A handful of other states are also working together toward that goal. In 2018, voters created commissions in the blue states of Colorado and Michigan, and Virginia voters did the same in 2020. In 2018, voters in the red states of Utah and Missouri also approved redistricting reforms. In both states, however, these reforms were quickly watered down by GOP legislators eager to defend red districts that were gerrymandered after the 2010 Tea Party wave.
Not surprisingly, says Nathaniel Rakich, senior elections analyst at FiveThirtyEight, “Republican politicians overall aren’t as keen on independent [and] bipartisan redistricting as Democratic ones.” The Democrats have effectively become “the anti-gerrymandering party,” he adds, a position reflected in the For the People Act, Democrats’ proposal to overhaul the nation’s electoral system.
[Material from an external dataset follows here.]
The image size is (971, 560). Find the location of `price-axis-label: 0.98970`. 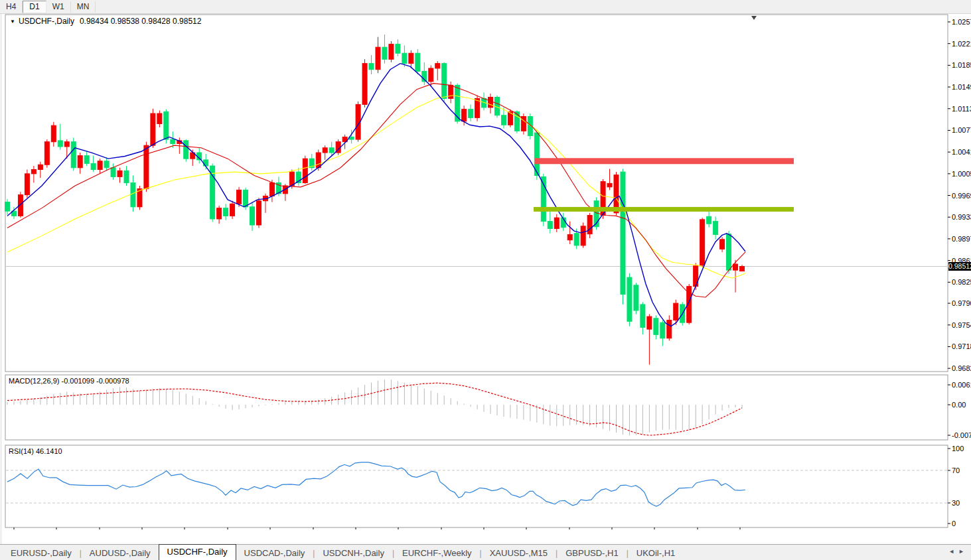

price-axis-label: 0.98970 is located at coordinates (961, 239).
The bill, which Republicans have successfully blocked, would require states to form bipartisan citizen commissions with independent members who cast tiebreaking votes, similar to Montana, Washington, and New Jersey.
Until that bill passes, the partisan game of drawing partisan maps will persist. Whether Montana can effectively play by a different set of rules and secure a fair outcome remains to be seen. Last month, the commission received 231 proposed maps submitted by Montanans or proposed by members of the commission and 145 pages of public comments. In early October, commissioners selected nine of these maps to frame their debate and prompt a second round of public comment. They must submit a final map to the secretary of state on November 5.
But the state’s 50-year-old commission hasn’t drawn a congressional district in 30 years, and Republican disapproval of Smith signals trouble ahead. “The jury’s still out on Montana,” Wasserman says, but “a commission process is much different from a purely partisan legislative process” because it affords more room for agreement between parties. Of course, reaching this agreement is a difficult standard for any commission to meet regardless of its structure. Litigation has become a routine part of the redistricting process in America since 2010, and legal challenges will be filed against maps in Montana and many other states with a wide range of redistricting processes.
The difference in Montana—and other states where redistricting reforms have succeeded—is that disputed districts will be the product of a bipartisan process that mitigates political influence, and ultimately, partisan officials will be forced to accept a map drawn by citizens rather than politicians.
For her part, Smith seems less interested in how the outcome is perceived by party officials and more interested in how the new district empowers voters. “I’ve worked in areas of law where people feel unheard. It’s not just Indian people. It’s poverty, it’s rural versus urban areas,” she told me. “I want to give people who normally don’t have a voice—a voice.”